Made white bean soup this week — the kind of food that fills the house with the smell of Louisiana and the knowledge that whoever walks through the door is walking into a home where the stove is on and the food is ready and the welcome is unconditional. The meal was the day. The day was the meal. Both were good. The bayou runs on.

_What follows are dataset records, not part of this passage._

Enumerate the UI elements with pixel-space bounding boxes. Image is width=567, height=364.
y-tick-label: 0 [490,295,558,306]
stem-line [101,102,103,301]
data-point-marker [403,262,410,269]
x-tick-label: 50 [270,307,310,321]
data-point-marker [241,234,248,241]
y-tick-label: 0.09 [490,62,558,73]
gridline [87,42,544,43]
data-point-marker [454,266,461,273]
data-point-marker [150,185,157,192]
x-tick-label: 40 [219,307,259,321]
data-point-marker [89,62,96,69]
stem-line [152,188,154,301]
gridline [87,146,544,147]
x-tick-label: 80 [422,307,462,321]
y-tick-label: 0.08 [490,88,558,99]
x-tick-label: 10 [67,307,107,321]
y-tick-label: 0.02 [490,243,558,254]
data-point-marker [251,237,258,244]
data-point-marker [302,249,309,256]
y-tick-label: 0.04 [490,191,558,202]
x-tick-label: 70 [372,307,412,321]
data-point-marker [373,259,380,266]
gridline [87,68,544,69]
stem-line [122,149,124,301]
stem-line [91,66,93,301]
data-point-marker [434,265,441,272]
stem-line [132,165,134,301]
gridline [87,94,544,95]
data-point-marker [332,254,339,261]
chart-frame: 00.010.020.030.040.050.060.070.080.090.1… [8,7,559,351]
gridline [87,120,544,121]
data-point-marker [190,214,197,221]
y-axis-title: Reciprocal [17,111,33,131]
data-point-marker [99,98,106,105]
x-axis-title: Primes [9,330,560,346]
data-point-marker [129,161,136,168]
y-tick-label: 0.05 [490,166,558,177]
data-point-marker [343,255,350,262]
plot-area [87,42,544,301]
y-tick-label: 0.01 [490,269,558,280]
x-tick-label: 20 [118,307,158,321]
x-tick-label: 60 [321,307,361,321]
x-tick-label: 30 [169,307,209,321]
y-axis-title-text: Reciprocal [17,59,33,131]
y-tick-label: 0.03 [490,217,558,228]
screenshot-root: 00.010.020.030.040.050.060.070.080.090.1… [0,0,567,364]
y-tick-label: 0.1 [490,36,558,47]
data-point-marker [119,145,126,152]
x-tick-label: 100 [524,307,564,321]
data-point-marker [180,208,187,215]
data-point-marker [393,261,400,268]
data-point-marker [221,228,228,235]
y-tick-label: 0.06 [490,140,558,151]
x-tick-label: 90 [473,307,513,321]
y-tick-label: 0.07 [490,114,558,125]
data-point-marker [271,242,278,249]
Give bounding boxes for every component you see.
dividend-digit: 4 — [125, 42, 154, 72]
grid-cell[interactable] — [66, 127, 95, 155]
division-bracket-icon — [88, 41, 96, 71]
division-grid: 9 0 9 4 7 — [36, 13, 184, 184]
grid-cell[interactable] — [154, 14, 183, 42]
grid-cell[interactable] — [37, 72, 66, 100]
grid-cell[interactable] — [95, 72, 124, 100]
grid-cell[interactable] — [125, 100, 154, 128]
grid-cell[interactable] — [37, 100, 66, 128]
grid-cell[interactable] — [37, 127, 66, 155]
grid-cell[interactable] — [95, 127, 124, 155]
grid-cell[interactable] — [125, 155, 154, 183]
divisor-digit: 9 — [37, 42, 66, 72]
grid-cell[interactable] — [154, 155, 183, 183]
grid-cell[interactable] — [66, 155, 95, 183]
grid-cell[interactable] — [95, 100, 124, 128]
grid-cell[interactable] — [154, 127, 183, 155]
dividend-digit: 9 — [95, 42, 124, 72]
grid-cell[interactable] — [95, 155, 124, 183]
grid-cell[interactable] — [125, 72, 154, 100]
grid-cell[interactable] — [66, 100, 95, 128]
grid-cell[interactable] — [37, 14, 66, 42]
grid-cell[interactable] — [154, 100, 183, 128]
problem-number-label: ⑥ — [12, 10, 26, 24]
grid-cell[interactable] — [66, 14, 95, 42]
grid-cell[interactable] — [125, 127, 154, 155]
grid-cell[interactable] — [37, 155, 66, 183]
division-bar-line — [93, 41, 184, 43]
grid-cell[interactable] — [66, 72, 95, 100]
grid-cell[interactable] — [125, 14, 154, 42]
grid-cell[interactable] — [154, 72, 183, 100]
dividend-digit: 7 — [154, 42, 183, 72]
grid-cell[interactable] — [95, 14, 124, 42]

Week 513 called for something warm in every corner of the house — not just in the pot but in the cup too. While the white bean soup did its slow, steady work on the stove, I wanted something to hand people the moment they stepped through the door, before they even got their coats off. This mulled grape cider is exactly that: simple to make, impossible to rush, and carrying that same unconditional welcome the food always tries to say when words don’t quite cover it.

Mulled Grape Cider

Prep Time: 5 min | Cook Time: 25 min | Total Time: 30 min | Servings: 8

Ingredients

  • 64 oz (1/2 gallon) purple grape juice
  • 2 cups water
  • 3 cinnamon sticks
  • 8 whole cloves
  • 6 whole allspice berries
  • 1 orange, thinly sliced into rounds
  • 2 tablespoons brown sugar (or to taste)
  • 1/4 teaspoon ground nutmeg

Instructions

  1. Combine. Pour the grape juice and water into a large saucepan or Dutch oven. Add the cinnamon sticks, cloves, allspice berries, and ground nutmeg.
  2. Add citrus. Lay the orange slices into the pot, pressing them gently into the liquid.
  3. Sweeten. Stir in the brown sugar until dissolved.
  4. Heat slowly. Warm over medium-low heat, uncovered, until the cider just begins to steam — about 20 to 25 minutes. Do not bring to a full boil; a gentle simmer preserves the flavor.
  5. Strain and serve. Use a fine mesh strainer or slotted spoon to remove the whole spices and orange slices. Ladle into mugs and garnish with a fresh cinnamon stick or orange slice if desired.

Nutrition (per serving)

Calories: 120 | Protein: 0g | Fat: 0g | Carbs: 30g | Fiber: 0g | Sodium: 15mg

Tommy Beaumont
About the cook who shared this
Tommy Beaumont
Week 513 of Tommy’s 30-year story · Baton Rouge, Louisiana
Tommy is a Cajun electrician from Thibodaux, Louisiana, who lost his home to Hurricane Katrina four months after his wedding and rebuilt his life one roux at a time. He grew up on Bayou Lafourche, fishing with his father Joey at dawn and eating his mother's gumbo by dusk. His crawfish boils draw the whole neighborhood, his boudin is made from scratch, and he stirs his roux the way Joey taught him — dark as chocolate, forty-five minutes, no shortcuts. Laissez les bons temps rouler.